HIGHLIGHTING mental health is one of the key aims of mayor Pat Witherspoon’s year in office.
To mark World Mental Health Day, she is sharing with Standard readers why she feels the issue is so important…
MENTAL health is one of the most important illnesses that I describe as being a ‘hidden’ illness.
It’s the sort of thing we all shy away from, if we see someone with an injury we know about we ask how they are keeping. We rarely do it to people we know are suffering from stress or anxiety.
In a way, we cross the road to avoid it. I think all of us are guilty of doing that at certain times. We forget that sooner or later it can catch us up and affect us or our loved ones.

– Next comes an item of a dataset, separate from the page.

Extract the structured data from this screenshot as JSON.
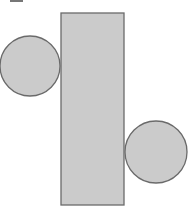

I have seen first hand the effect of mental illness in my family and myself in the past. It is a very difficult thing to let people know you have a problem.
The smile has to stay on your face and yet inside you are screaming. You want to go away and hide up a corner and you can not until something breaks and then it is often too late.
We have got to do more to make people aware of the issues and pull more support networks in, not just health but all services need to acknowledge they have a role to play including the voluntary sector.
I’m also conscious of children and young people.
We sometimes forget children and in particular teenagers go through a tremendous amount of stress with peer pressure, school pressure and relationship breakdowns in their family, and they often have nowhere to turn to.
We need to pay much more attention to them and also older people who are lonely. The two ends of the spectrum often have real problems.